We can't do it know, have you watched the American army competition, which has the best self controlled cars researched to date.
Sorry, my bad.
What I meant to say was that yes the technology isn't very good now, but in 20-30 years it will be a lot better.
Not entirely, If we had an electric road rather than a mono rail, I would suggest a similar system. Without the tractor.
I was assuming you meant a martial system like that rather than a full one.
In which case we may be arguing for essentially similar systems. Probably using similar sensors (such as those already installed in cars with intelligent cruise control) but you are advocating sensors on the road to lead the cars around (whereas I am advocating GPS/satellite)? Or with an electric road do you still mean using a rail style track?
Yeah it may have been the marital system
(this?) there was a thread on here about it a few months ago? This is the only system that looks like it is possible to run in the next 5 years that i've seen however.
there's lots of ways you could do it pay per mile would be one of them. Tax at the moment is a sliding scale.
What I'm saying is as electricity is so cheap compared to oil and the much higher efficiency there is more than enough money in the system for such a infrastructure once you get it set up.
Personally I think pay per mile would be the best bet, however I know that a lot of motorists, especially those that would use the system the most, don't agree with it (or at least thats the impression I get from this forum) and it would probably have to sit in parallel with another system (for those not using the electricity). I guess another option (just as another option) could be a zoning system, like the underground, but that would probably be a bit too complicated.
The cars are cheap as they are very simple to make, use normal components that are already mass produced. They can be froma couple of thousand (so cheaper than today cars, upwards. Depending what you want.
It is not the case for your system, assuming the technology was perfected all the sensors costs thousands and this would have to be fitted to every car. Rather than the sensors and control being fitted to the infrastructure.
Why would the cars be cheaper than they are today, especially in the beginning? That's before we start taking about choice. Today tou could technically buy a petrol car or around £5k if you really wanted, problem is people don't. If the infrastructure was put in place tomorrow I'm guessing we would still be looking at spending around £15k minimum for a car (for example that ford mentioned earlier in the thread, with an 80 mile range). It has exactly the same issue as my system, the sensors today may cost thousand, but in 10, 20, 30 years? Due to your infrastructure having to be placed over a number of years you would have to start from the other side, cars needing bigger batteries and longer ranges, slowly decreasing as the infrastructure increased (and conversely the cost of the batterys and stuff in the car decreasing). Otherwise, in 10 years time say, you would get a car that ran on electric roads and had an 80 mile range but you couldn't use it north of Luton due to the range off the M25 (for arguments sake the only bit of road upgraded at the time).
Both the electric road and monorail system would have the same problem as well.
With the sensors side of things it would probably take a similar number of years to get a reasonable amount of cars on the road with them in (or able to take advantage of an electric road), the technology would decrease in cost and filter down to lesser cars, much like cruise control and electric windows.
This again is not the case, to be beneficial in traffic flow and congestion reduction, the entire system needs to be integrated centrally at massive cost as well as the massive cost to each car. And then you still have the fuel issue. ATM there is not much on the horizon for battery technology. which leaves hydrogen which is hard to produce or fuel cells., most of which work on bio-fuels which have their own problem.
Although I agree, there may be some benefit to a centrally based system (which you would almost certainly need with an electric road as well), you would still get benefits without it, for example using the same technology that the martial system you mentioned earlier uses. As the speed and distance between cars is computer controlled you would have an almost identical system to it in fact. To the point possibly that the GPS system would not necessarily have to be used on things like motorways, just more minor roads with less traffic.
Yes there is the fuel issue with a non electric road, however you would still have the same issue for at least the next 20 years. As I mentioned before, it would take tens of years to get a reasonable amount of infrastructure in place (just look how long it takes to resurface and widen parts of the M25), until that time (in 20-30 years) your cars would need a similar number of batteries, and by that point the power issue almost certainly won't be an issue..
I have no doubt such system will be possible and in relatively near future. it's just not the system we need, in the time scale we have.
The problem is, neither is yours (in the most part). As I mentioned a few times we are looking at 20-30 years easily before we get enough of the electric road or monorail to actually be of any use.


EXERCISE AIM – Copy out only the lines running from the one that contains "Screen resolution is" through the end of the listing. Pictures stay out.
• • • • •
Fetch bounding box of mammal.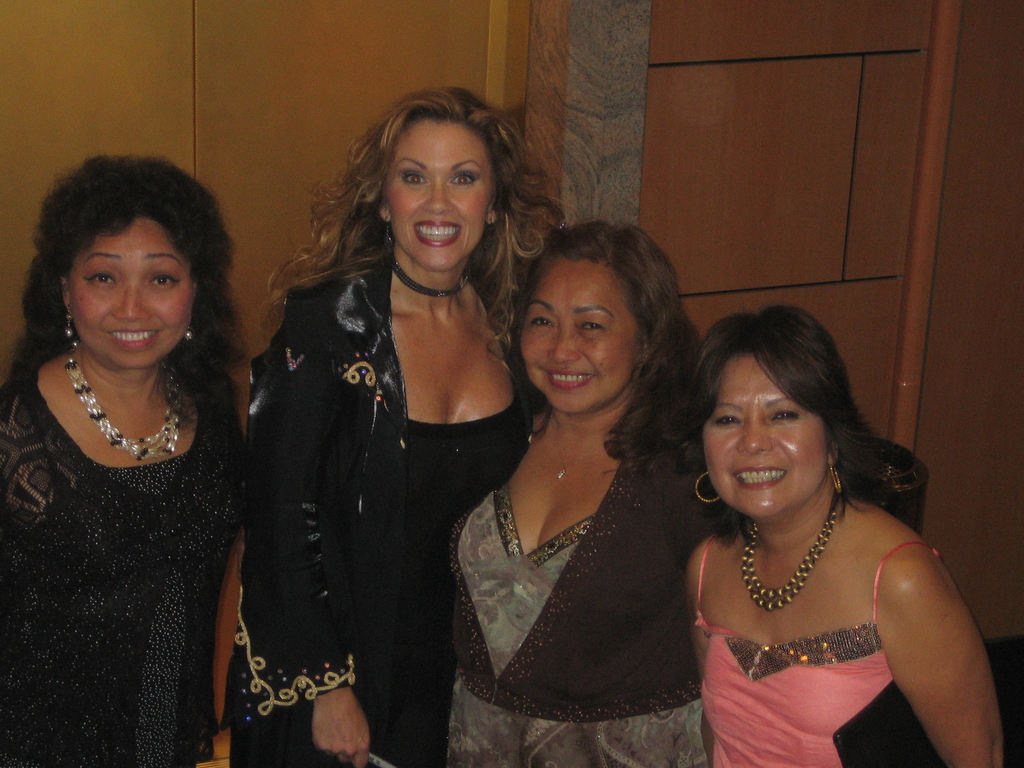
Bbox: detection(449, 218, 722, 767).
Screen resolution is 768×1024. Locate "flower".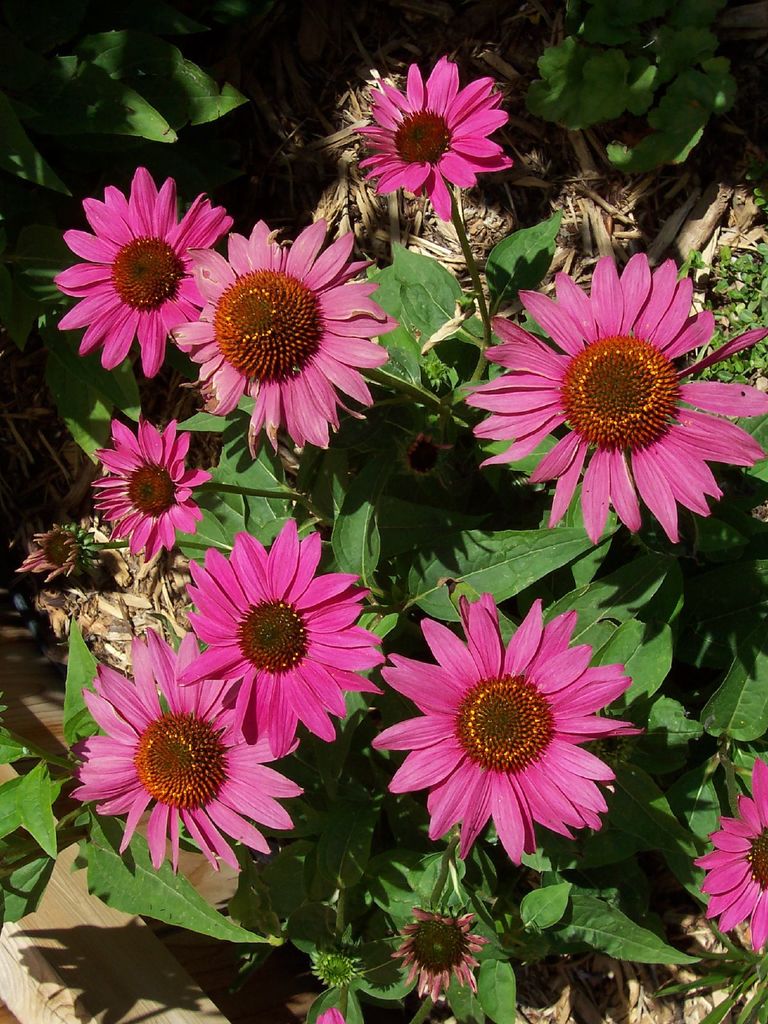
[x1=174, y1=218, x2=394, y2=447].
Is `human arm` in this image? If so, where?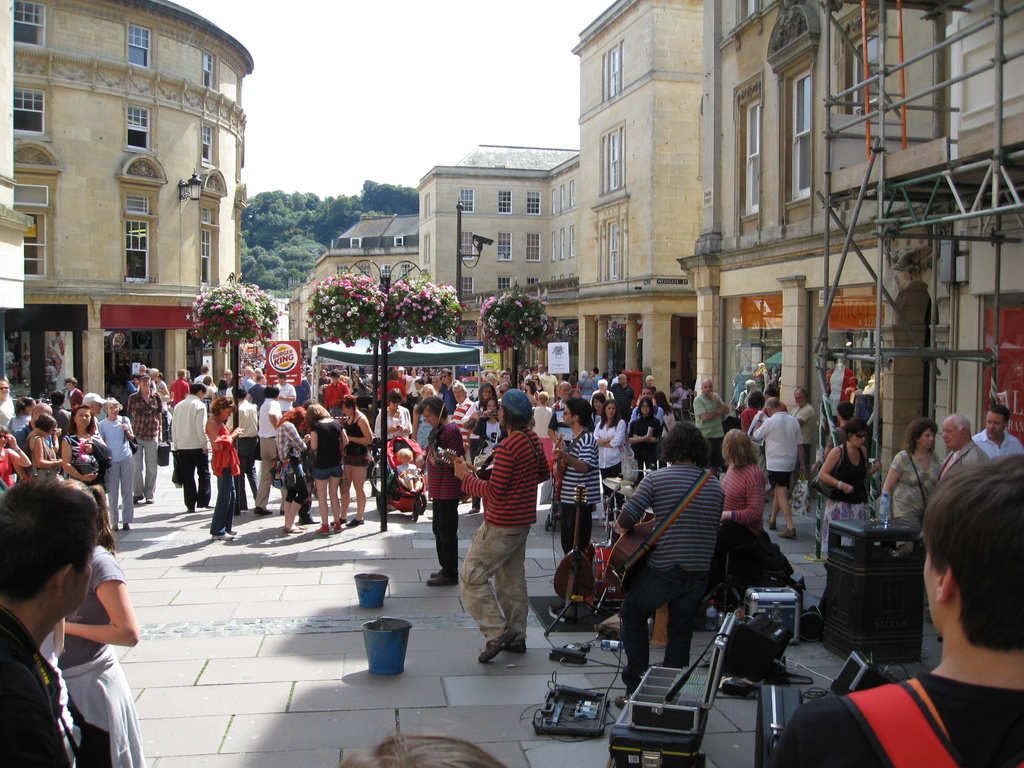
Yes, at box=[883, 456, 906, 522].
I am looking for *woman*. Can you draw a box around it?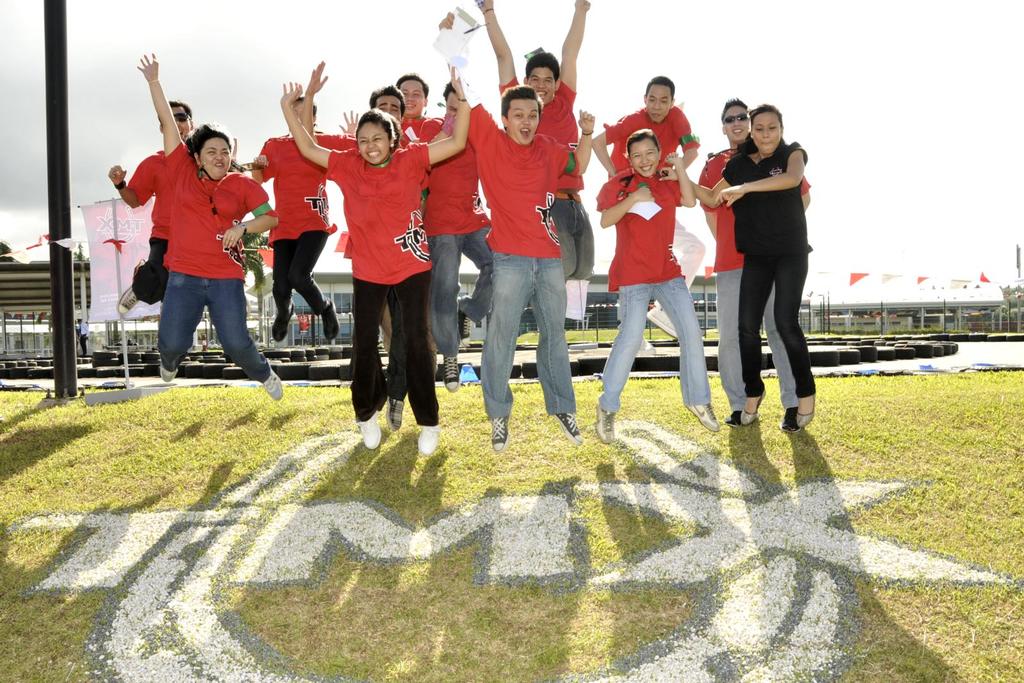
Sure, the bounding box is (686, 92, 834, 446).
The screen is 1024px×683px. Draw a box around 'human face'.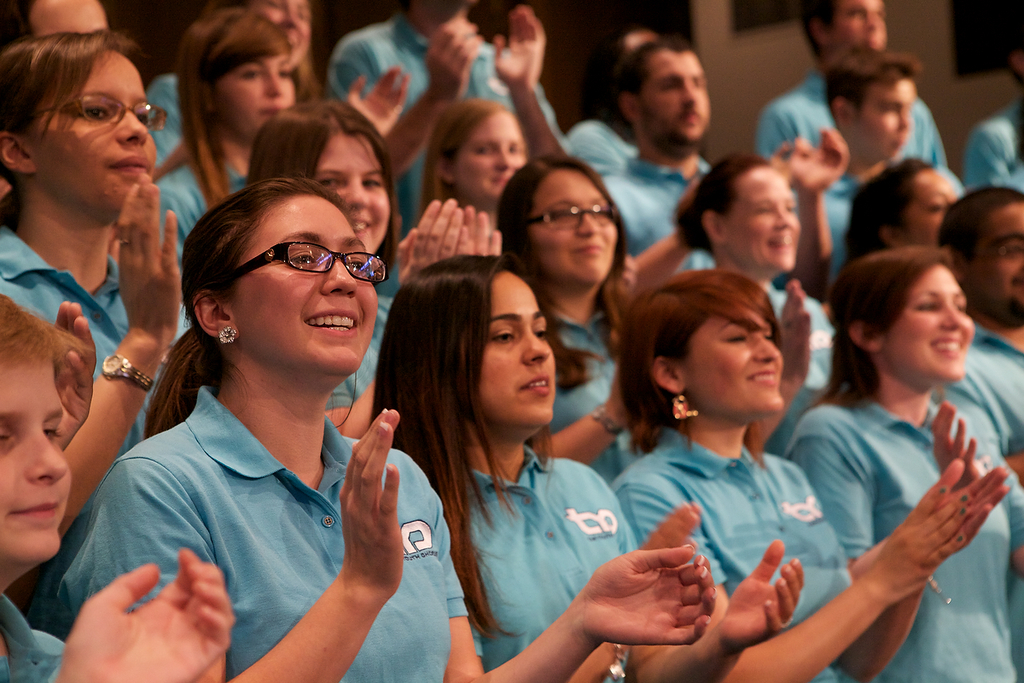
Rect(887, 161, 969, 240).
• • • • •
WORKED SOLUTION –
Screen resolution is 768×1024. Locate "flower".
[x1=174, y1=218, x2=394, y2=447].
Is `human arm` in this image? If so, where?
Yes, at box=[883, 456, 906, 522].
I am looking for *woman*. Can you draw a box around it?
Sure, the bounding box is (686, 92, 834, 446).
The screen is 1024px×683px. Draw a box around 'human face'.
Rect(887, 161, 969, 240).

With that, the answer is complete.